April 14, 2006: Weekly Kettle Tip: Pointers Using Kettle, from Matt Casters, Chief of Data Integration, Pentaho
This weeks Kettle tip was not written by me or one of the Kettle developers. It comes from people in Daytona Beach (FL) that have been using Kettle for a while now. I'm reposting their experiences and pointers unchanged (with permission) in the hope that it will help others.
Setting
We were new to using Kettle and want to use kettle as an ETL tool to load a datawarehouse from 50 different sources.
Mapping
1st misconception - Assumed mapping meant mapping one field to another (i.e. pulling data from a source table and mapping it to a destination table).

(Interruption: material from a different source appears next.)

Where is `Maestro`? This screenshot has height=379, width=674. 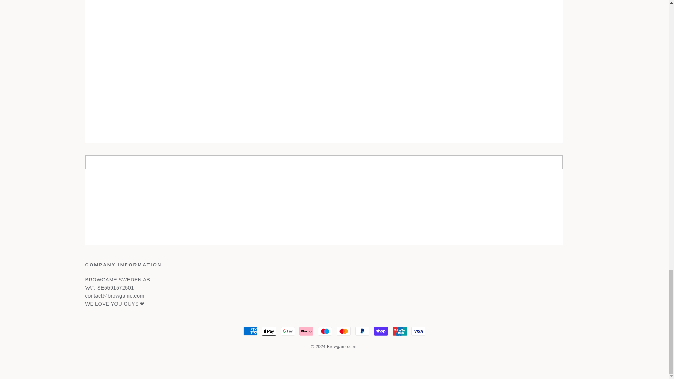
Maestro is located at coordinates (325, 331).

To peform this type of Mapping use the Select Value Step (this allows you to extract data from source and pass it on to the successor step (i.e. map input field name to output field name)).
Constant values
Use of Constant Step - allows you to map a fixed value to an output step (i.e. say you have a field STATE and you want to put FL in each record in the destination table, you would use a constant step).
In the constant step you can map many constants/fixed values with one step.
Table Output
Not all field in the destination table have to have a value put into them.
The tool may give you warnings (in the validation step), but its not necessary to have every field in the destination have a value being passed it.
Commit size
To improve performance of transformations, add the value to the commit size in the table output step.
Example:
If commit size is specified an appropriate size in the "Table Output" step, this will cause major boost to performance of a transformation.
We were testing with 5000 records, using the default size of 0, it took 160 seconds.
Increasing the size to 1000 made the process run in 3.5 seconds.
I hope you found these tips useful and if you have others, feel free to post them here, or send them over to me.